Racist Mining Company Reports It Is Very Sexist, and Also Racist

Racist Mining Company Reports It Is Very Sexist, and Also Racist

More than 20 women employees of Rio Tinto, one of the world’s largest mining companies, reported a rape or attempted sexual assault while on the job, while a third of all female employees and 7% of male employees experienced sexual harassment in the workplace, the company said this week.

The mining giant released a comprehensive report on Tuesday, which it had commissioned itself, providing a look at some of the problems in its workplace culture. The report, titled “Everyday Respect,” found that bullying is “systemic” across the company, while sexism occurs at “unacceptable rates” and racism is “common.” Sounds like a great place to work!

Rio Tinto is a huge company — it operates in 35 countries, and has more than 47,000 employees — so the fact that these attitudes are so widespread is cause for alarm. The report comes after the Australian government launched an inquiry into the treatment of women at mining sites, and finds that more than 40% of female workers at sites known as “fly-in, fly-out” — sites with remote access — have experienced sexual harassment. The report didn’t delve into gender identity, but found that LGBTQI+ employees, even those who were not open about their identity at work, also experienced “significantly elevated rates of bullying, sexual harassment, and racism.”

Racism, the report found, is also part of the culture at Rio Tinto. “There was a strong view that, in some parts of Rio Tinto, racism is ‘normalised’, with one employee stating, ‘I have copped racism in every single corner of this company,’” the report reads.

The findings on racism in the report aren’t particularly surprising — the company doesn’t exactly have a stellar public track record on caring about the rights of non-white people, especially Aboriginal people. (Almost 40% of male Rio Tinto employees identifying as Aboriginal or Torres Strait Islander reported that they experienced workplace racism.) In 2020, the company blew up two mining sites that were occupied by Indigenous groups some 46,000 years ago — even though priceless artifacts were discovered at the site in 2014, and despite pleas from Aboriginal groups and archaeologists to allow further exploration of the site. Last year, an Aboriginal group accused the company of literally throwing important artifacts from a separate mining site in Australia into the trash in the early 1990s, then keeping the destruction of those artifacts secret from the public for decades.

Amid the global furor over Black Lives Matter in June 2020, Rio Tinto issued what looked like an apology letter for its actions, but an executive later clarified that they were not actually sorry for blowing up the mine, only sorry for making people upset. That’s nontoxic solidarity for you! (Rio Tinto’s CEO and two other top executives later resigned over the issue.)

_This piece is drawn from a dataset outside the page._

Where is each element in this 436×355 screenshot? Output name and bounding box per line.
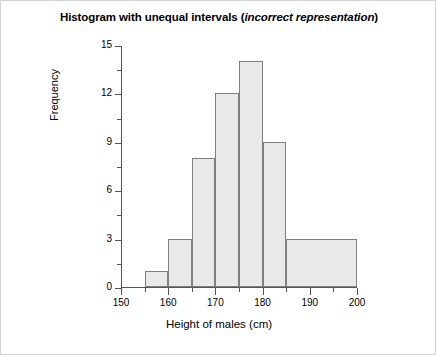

Here in the U.S., the company isn’t much better. For years, Rio Tinto, in tandem with mining company BHP, has been fighting for the right to mine a stretch of forest in Arizona that is sacred to the local Apache and other Native groups. The Trump administration gave the project the green light, which the Biden administration then rescinded.

“We are deeply disturbed by these findings, and we sincerely apologise to every team member, past or present, who has suffered because of these behaviours,” Rio Tinto said in a public response to the report. The company might want to look broader to start issuing apologies for a lot of its past actions.